From the archive: The Beech Tree
/Yesterday, I went for a walk. I came across the Beech tree that pulls my attention every time I walk past it.
Warmed by the sun, the slippery grey bark of that thick trunk smelt sweet. An abundance of verdant leaves jostled for attention in the breeze. That tree is a stunning example of the determination of living things to survive, and flourish. It doesn’t have the symmetrical shape of a storybook tree, but I can see that that is the template it is trying to match. It knows what it was born to become. However, it has met obstacles along the way, and has had to adapt.
At the beginning, it was planted too close to an old stone wall and had to force itself into the cracks between the squared stones, in order to get breath into its ever enlarging shape. Now several stones are suspended like Christmas baubles, carried ever upwards and outwards by the branches.
At some point also, the ground on which it stood gave way beneath it, and it found itself hanging precariously from a cliff edge. Since then it has grown almost horizontal, prevented from falling by clinging roots. But still, it keeps getting bigger, orientating towards the light that it needs, sucking in nutrients from the soil through its stretched and straining roots.
What I see when I look at it is its drive to express itself, its flexibility to meet the challenges of its environment, and its ability to come back to equilibrium after violent interruption.
Standing there beside it, the steadfastness of its trunk giving way to the quivering leaves, I know that the writing journey is about allowing my innate knowledge of who I am and what needs expression, to guide me. When there’s that knowing in the woody core of my being, then my fingers in contact with the computer keys, the pen, and the page, are as released and open to the light as those leaves.
A writing prompt
Observe a tree, bush or plant. How does it embody its history? What do you notice about its growth process? What has threatened it? What obstacles have got in its way? Now, stop thinking. Pay attention to how you experience the rhythm of its movement (or lack of movement), in your body. You might, for example, notice feelings of contraction or expansion. Write about your experience, and relationship to this living thing.
This article was first published on July 25th 2013
We unpeel those layers that have attached themselves over time, by finding word portals back to a freshness of thought and expression.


• Task to complete
A picture-free, exact copy of all the records below is the goal.

• Record excerpts
───
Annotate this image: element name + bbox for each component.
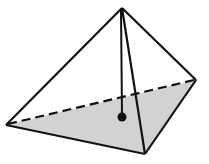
- base-face: [6, 80, 196, 154]
- altitude-line: [121, 10, 122, 115]
- base-center-dot: [118, 113, 127, 122]
- lateral-edge-right: [122, 8, 196, 80]
- pyramid-diagram: [0, 0, 209, 164]
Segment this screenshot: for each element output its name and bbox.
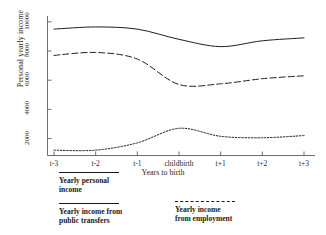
x-tick-label: t-3 — [50, 159, 58, 168]
x-tick-label: childbirth — [164, 159, 193, 168]
y-tick-label: 6000 — [23, 66, 31, 92]
x-tick-label: t+3 — [299, 159, 309, 168]
legend-label-employment-income-line2: from employment — [175, 214, 235, 223]
legend-label-employment-income-line1: Yearly income — [175, 205, 235, 214]
series-group — [54, 27, 304, 151]
plot-area — [47, 16, 315, 156]
legend-item-personal-income: Yearly personal income — [59, 172, 119, 195]
y-tick-marks — [48, 22, 52, 139]
legend-label-personal-income-line2: income — [59, 185, 119, 194]
legend-swatch-solid-line-icon — [59, 172, 119, 173]
legend-swatch-dashed-line-icon — [175, 201, 235, 202]
legend-label-public-transfers-line2: public transfers — [59, 216, 122, 225]
x-tick-label: t-2 — [91, 159, 99, 168]
plot-svg — [47, 16, 315, 156]
legend-item-public-transfers: Yearly income from public transfers — [59, 203, 122, 226]
y-tick-label: 4000 — [23, 95, 31, 121]
x-tick-label: t-1 — [133, 159, 141, 168]
series-line-dashed — [54, 52, 304, 86]
x-tick-label: t+2 — [257, 159, 267, 168]
y-tick-label: 2000 — [23, 125, 31, 151]
legend-swatch-dotted-line-icon — [59, 203, 119, 204]
legend-label-public-transfers-line1: Yearly income from — [59, 207, 122, 216]
x-tick-label: t+1 — [216, 159, 226, 168]
y-tick-label: 8000 — [23, 37, 31, 63]
x-tick-marks — [54, 152, 304, 156]
y-tick-label: 10000 — [23, 8, 31, 34]
legend-label-personal-income-line1: Yearly personal — [59, 176, 119, 185]
series-line-solid — [54, 27, 304, 47]
x-axis-title: Years to birth — [0, 168, 326, 177]
series-line-dotted — [54, 128, 304, 150]
legend-item-employment-income: Yearly income from employment — [175, 201, 235, 224]
chart-figure: Personal yearly income 20004000600080001… — [0, 0, 326, 235]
───
• Response
Annotate this image: element name + bbox for each component.
- base-face: [6, 80, 196, 154]
- altitude-line: [121, 10, 122, 115]
- base-center-dot: [118, 113, 127, 122]
- lateral-edge-right: [122, 8, 196, 80]
- pyramid-diagram: [0, 0, 209, 164]
Segment this screenshot: for each element output its name and bbox.
x-tick-label: t-3 — [50, 159, 58, 168]
x-tick-label: childbirth — [164, 159, 193, 168]
y-tick-label: 6000 — [23, 66, 31, 92]
x-tick-label: t+3 — [299, 159, 309, 168]
legend-label-employment-income-line2: from employment — [175, 214, 235, 223]
legend-label-employment-income-line1: Yearly income — [175, 205, 235, 214]
series-group — [54, 27, 304, 151]
plot-area — [47, 16, 315, 156]
legend-item-personal-income: Yearly personal income — [59, 172, 119, 195]
y-tick-marks — [48, 22, 52, 139]
legend-label-personal-income-line2: income — [59, 185, 119, 194]
legend-swatch-solid-line-icon — [59, 172, 119, 173]
legend-swatch-dashed-line-icon — [175, 201, 235, 202]
legend-label-public-transfers-line2: public transfers — [59, 216, 122, 225]
x-tick-label: t-2 — [91, 159, 99, 168]
plot-svg — [47, 16, 315, 156]
legend-item-public-transfers: Yearly income from public transfers — [59, 203, 122, 226]
y-tick-label: 4000 — [23, 95, 31, 121]
x-tick-label: t-1 — [133, 159, 141, 168]
series-line-dashed — [54, 52, 304, 86]
x-tick-label: t+2 — [257, 159, 267, 168]
y-tick-label: 2000 — [23, 125, 31, 151]
legend-swatch-dotted-line-icon — [59, 203, 119, 204]
legend-label-public-transfers-line1: Yearly income from — [59, 207, 122, 216]
x-tick-label: t+1 — [216, 159, 226, 168]
y-tick-label: 8000 — [23, 37, 31, 63]
x-tick-marks — [54, 152, 304, 156]
y-tick-label: 10000 — [23, 8, 31, 34]
legend-label-personal-income-line1: Yearly personal — [59, 176, 119, 185]
series-line-solid — [54, 27, 304, 47]
x-axis-title: Years to birth — [0, 168, 326, 177]
series-line-dotted — [54, 128, 304, 150]
legend-item-employment-income: Yearly income from employment — [175, 201, 235, 224]
chart-figure: Personal yearly income 20004000600080001… — [0, 0, 326, 235]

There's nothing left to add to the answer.